Democratizing Epistemology: Trust and Inclusion as a Remedy for Structural Epistemic Injustice
The Southern Journal of Philosophy Workshop on the Epistemology of Justice
Memphis, TN - March 22, 2019
Presentation Slides / Conference Draft
Among the many forms of social oppression which unfortunately persist in contemporary societies, that which implicates various groups’ status as knowers stands out as uniquely pernicious. In this project, I argue that Miranda Fricker’s influential account of epistemic injustice, while initially promising, requires solutions which operate in more clearly structural ways in order to combat the social problems she identifies on a sufficiently comprehensive scale. Ultimately, I advocate a move toward a qualified version of what Elizabeth Anderson calls a democratic political epistemology. While my approach, like Anderson's is informed by a tradition of egalitarian intuitions in political philosophy, I stipulate that any corrective measure ought to be tempered by a serious consideration of the implications of feminist standpoint accounts of social epistemology. More specifically, I endorse the notion that marginalized groups have privileged epistemic access to their own experiences of oppression, and argue that we ought to integrate this key insight—a kind of epistemic prioritarianism—into our corrective account. It is my hope that a move toward this conception of epistemic inclusion can provide a suitably comprehensive method of structural response to pervasive epistemic injustices which are an unfortunate mainstay of contemporary democracies, both interpersonally and institutionally.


→ **DIRECTIONS FOR THIS TASK**
The reply must repeat the listing below exactly and carry none of its pictures.
• • •
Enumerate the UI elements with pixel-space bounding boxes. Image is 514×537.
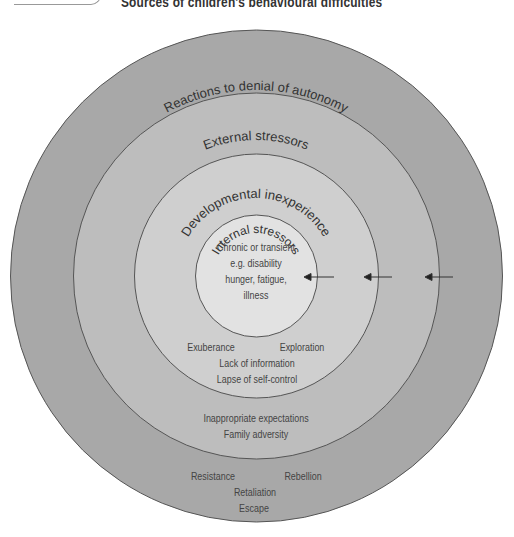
reactions-item: Escape <box>239 501 269 515</box>
internal-item: illness <box>244 288 269 302</box>
reactions-item: Retaliation <box>234 485 276 499</box>
reactions-item: Rebellion <box>284 469 321 483</box>
reactions-item: Resistance <box>191 469 235 483</box>
developmental-item: Lapse of self-control <box>217 372 297 386</box>
developmental-item: Lack of information <box>219 356 294 370</box>
external-item: Family adversity <box>224 427 288 441</box>
internal-item: Chronic or transient <box>217 240 295 254</box>
developmental-item: Exuberance <box>187 340 235 354</box>
external-item: Inappropriate expectations <box>203 411 308 425</box>
internal-item: e.g. disability <box>230 256 282 270</box>
internal-item: hunger, fatigue, <box>225 272 287 286</box>
developmental-item: Exploration <box>280 340 325 354</box>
• • •
→ **ANSWER SECTION**
Enumerate the UI elements with pixel-space bounding boxes. Image is 514×537.
reactions-item: Escape <box>239 501 269 515</box>
internal-item: illness <box>244 288 269 302</box>
reactions-item: Retaliation <box>234 485 276 499</box>
reactions-item: Rebellion <box>284 469 321 483</box>
reactions-item: Resistance <box>191 469 235 483</box>
developmental-item: Lapse of self-control <box>217 372 297 386</box>
developmental-item: Lack of information <box>219 356 294 370</box>
external-item: Family adversity <box>224 427 288 441</box>
internal-item: Chronic or transient <box>217 240 295 254</box>
developmental-item: Exuberance <box>187 340 235 354</box>
external-item: Inappropriate expectations <box>203 411 308 425</box>
internal-item: e.g. disability <box>230 256 282 270</box>
internal-item: hunger, fatigue, <box>225 272 287 286</box>
developmental-item: Exploration <box>280 340 325 354</box>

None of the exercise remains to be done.